Over There, I’ve Forgotten Who I Am
主要索引標籤
O my love, you [are as] beautiful as Tirzah, lovely as
The above is a rather moving song of prophesy describing the glory of the true church in the latter days.
The outward appearance of God’s church is plain as a country girl, and her inner spiritual life full as the heavenly
The submissiveness of the church is not a passive one that hides and keeps her talents, but rather an active one striving to earn ever new talents. As a flock of goats going down the mountains one after another, every church worker is washed by the blood of the Lord, holy and persevering, united in mind and action, and none is left alone.
As prophesied by the Lord, the church in the latter days is in a chaotic era where one often hears “Christ is here; Christ is there!” The Lord warned His disciples, who ought to know that they are the “only” chosen ones, that they should not go out, nor should they believe, for the Lord would not work outside of them. Do not think that the Lord is also with others because “over there” are many members and books. Do not think that there is also the work of Christ because “over there” are found many miracles.
Many who think they “belong to Christ” have appeared.
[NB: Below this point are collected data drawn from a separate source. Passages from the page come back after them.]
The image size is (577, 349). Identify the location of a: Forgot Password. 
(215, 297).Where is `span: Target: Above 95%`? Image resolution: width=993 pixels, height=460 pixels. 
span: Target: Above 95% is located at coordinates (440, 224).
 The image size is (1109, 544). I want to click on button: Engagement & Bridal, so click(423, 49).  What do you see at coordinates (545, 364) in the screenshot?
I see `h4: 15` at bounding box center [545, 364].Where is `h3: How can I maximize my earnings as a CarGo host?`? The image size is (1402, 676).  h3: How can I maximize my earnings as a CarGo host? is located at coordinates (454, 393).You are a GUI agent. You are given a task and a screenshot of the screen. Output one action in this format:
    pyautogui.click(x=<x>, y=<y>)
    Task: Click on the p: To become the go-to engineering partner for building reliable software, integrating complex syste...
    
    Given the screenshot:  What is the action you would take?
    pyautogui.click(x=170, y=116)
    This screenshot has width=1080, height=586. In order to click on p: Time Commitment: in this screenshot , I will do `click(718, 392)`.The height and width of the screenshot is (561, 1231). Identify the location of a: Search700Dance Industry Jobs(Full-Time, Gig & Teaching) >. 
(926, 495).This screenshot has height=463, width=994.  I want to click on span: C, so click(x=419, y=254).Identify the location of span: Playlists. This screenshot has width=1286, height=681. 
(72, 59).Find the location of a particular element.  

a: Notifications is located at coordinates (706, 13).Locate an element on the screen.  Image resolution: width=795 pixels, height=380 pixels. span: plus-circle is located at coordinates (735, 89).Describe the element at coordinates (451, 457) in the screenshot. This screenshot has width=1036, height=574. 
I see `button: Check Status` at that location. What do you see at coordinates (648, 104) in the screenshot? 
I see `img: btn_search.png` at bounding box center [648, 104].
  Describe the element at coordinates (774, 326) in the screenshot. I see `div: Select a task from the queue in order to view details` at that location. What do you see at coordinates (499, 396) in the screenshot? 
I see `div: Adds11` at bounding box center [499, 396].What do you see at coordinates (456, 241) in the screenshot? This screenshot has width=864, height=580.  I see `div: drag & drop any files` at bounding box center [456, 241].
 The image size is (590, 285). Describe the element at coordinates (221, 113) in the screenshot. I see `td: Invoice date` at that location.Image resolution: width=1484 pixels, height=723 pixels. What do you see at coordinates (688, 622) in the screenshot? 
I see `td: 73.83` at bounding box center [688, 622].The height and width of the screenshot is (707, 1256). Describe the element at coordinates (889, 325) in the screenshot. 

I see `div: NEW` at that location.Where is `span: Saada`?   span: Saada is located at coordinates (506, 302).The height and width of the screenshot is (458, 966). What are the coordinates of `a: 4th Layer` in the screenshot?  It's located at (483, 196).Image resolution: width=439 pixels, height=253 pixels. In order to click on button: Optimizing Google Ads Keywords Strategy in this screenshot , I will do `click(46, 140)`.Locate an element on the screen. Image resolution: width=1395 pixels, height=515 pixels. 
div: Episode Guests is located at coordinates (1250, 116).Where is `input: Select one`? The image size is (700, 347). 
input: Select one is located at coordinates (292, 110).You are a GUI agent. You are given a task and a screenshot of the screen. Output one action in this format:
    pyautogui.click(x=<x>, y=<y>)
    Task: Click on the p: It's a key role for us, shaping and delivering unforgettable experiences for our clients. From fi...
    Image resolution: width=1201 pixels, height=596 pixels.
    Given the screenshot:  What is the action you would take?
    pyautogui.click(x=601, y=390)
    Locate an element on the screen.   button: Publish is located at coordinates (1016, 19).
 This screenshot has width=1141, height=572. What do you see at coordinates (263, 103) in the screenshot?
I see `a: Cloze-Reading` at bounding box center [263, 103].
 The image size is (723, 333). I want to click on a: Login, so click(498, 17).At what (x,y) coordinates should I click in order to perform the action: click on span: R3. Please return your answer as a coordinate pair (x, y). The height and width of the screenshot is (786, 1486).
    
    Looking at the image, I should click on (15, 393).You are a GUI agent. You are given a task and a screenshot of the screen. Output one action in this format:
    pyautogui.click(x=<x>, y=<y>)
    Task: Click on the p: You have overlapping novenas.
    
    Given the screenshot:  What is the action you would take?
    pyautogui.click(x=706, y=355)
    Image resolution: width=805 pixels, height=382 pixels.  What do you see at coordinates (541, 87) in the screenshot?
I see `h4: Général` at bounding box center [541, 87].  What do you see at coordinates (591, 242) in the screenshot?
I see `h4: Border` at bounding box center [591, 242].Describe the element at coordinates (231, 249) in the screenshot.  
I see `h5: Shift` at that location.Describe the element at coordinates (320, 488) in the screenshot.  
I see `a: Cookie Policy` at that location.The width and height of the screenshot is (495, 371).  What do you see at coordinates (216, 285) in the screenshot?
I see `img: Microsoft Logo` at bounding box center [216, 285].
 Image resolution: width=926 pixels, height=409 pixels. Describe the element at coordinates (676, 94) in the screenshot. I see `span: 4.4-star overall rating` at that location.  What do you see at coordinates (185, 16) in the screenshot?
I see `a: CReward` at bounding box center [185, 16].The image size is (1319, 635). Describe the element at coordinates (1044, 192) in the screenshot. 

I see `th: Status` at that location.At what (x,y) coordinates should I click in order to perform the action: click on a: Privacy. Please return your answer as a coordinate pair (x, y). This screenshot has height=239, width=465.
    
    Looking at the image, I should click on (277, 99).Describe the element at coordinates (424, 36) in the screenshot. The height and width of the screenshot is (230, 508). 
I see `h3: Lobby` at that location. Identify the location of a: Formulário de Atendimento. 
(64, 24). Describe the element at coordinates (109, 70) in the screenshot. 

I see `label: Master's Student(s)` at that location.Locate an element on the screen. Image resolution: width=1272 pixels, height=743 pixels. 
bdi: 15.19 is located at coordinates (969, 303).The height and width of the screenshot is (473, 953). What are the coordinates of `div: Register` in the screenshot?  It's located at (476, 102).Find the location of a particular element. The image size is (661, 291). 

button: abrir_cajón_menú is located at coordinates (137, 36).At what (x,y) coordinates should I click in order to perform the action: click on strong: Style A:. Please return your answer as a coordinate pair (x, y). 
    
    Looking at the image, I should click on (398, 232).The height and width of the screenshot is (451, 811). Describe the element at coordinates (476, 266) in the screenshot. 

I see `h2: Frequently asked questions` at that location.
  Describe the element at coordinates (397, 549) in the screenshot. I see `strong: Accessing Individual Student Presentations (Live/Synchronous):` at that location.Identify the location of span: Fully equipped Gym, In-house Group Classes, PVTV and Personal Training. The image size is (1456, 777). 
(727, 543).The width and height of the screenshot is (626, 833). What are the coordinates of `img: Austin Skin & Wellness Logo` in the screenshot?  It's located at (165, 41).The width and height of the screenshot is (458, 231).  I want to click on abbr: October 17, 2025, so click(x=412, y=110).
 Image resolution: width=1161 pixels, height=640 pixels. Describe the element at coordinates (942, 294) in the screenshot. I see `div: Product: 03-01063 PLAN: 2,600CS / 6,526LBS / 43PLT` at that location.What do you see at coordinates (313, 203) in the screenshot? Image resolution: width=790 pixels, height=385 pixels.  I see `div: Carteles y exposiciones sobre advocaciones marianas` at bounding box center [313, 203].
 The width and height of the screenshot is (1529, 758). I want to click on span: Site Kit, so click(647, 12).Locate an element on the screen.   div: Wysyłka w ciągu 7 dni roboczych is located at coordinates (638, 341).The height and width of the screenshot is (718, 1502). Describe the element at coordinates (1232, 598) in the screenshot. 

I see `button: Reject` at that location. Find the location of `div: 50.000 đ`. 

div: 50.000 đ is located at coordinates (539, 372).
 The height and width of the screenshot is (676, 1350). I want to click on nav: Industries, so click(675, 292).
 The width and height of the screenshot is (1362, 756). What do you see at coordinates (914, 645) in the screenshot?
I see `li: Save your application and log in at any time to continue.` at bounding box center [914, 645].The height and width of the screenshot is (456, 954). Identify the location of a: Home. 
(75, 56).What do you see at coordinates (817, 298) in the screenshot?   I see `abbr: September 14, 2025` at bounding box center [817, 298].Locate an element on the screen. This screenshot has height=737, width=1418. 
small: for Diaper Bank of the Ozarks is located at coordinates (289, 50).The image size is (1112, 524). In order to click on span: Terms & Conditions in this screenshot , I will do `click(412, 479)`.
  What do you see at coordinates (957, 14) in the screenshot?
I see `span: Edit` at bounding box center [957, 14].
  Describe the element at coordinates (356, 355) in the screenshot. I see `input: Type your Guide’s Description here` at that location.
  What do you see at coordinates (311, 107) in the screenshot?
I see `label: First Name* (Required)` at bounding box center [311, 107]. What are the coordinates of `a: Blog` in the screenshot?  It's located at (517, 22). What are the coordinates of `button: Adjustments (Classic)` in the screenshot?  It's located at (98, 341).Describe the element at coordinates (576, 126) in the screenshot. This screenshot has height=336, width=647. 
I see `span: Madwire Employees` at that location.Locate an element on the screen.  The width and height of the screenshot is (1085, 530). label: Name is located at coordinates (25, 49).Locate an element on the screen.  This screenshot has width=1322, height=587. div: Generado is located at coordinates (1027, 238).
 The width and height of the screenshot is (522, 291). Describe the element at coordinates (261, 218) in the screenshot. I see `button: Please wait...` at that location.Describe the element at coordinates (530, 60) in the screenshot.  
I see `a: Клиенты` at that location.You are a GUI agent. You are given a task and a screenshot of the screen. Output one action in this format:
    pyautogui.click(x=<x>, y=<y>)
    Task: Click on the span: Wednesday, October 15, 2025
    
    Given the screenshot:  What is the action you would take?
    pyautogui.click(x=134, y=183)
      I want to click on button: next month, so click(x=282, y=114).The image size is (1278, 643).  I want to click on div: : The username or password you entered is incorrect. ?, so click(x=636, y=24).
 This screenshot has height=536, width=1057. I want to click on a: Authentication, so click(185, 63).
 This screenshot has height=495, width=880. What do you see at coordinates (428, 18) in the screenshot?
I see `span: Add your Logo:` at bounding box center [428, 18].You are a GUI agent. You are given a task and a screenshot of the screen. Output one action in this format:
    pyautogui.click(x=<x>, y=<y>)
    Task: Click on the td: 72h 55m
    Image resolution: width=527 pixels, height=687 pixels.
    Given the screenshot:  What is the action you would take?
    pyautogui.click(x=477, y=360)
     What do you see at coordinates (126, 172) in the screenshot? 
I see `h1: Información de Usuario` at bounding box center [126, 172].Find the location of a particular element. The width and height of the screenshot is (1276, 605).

Among them are the “sixty queens” who claim to be orthodox, the “eighty concubines” who seem to be greatly blessed and possess many gifts, and the numerous hard-working “virgins” who claim not to belong to any denominations but to Christ alone. They are indeed bewildering. However, the Lord already said, “My dove, my perfect one, is the only one, the only one of her mother, the favorite of the one who bore her.
It is “the only one”. It is the unchanging plan and promise of God from the beginning, regardless of how unacceptable the concept is to the minds and feelings of men. Even if this daughter does not have the glory of a “queen” nor the beauty of a “concubine”, she is still “the only one of her mother, the favorite of the one who bore her!” What else can men say?
Despite the prophesy of the Scriptures long ago and the unequivocal words of Jesus, sometimes “the favorite and only one of the Lord” still forgets the Lord’s reminder “do not go out! do not believe” and ends up going “over there”. Being fascinated by the “sixty”, “eighty”, and “without number”, and drawn in the vortex of “orthodox, blessed, and hard-working”, she often turns around and laughs that the Lord has spoken “proud and conservative” words.
The daughter of the King has forgotten about her blood relationship with her Father and the nobility of being “the only one”. She ends up esteeming the whispers of the queens as the authoritative source in interpreting the King’s words, quoting the blessings of the concubines as the evidence of being loved by the Father, and considering the hard-working spirit of the non-denominational virgins as an example to imitate. She only wishes that she is “one of them” instead of “the only one”, and totally forgets who she is—that greatly saddens and grieves her Father.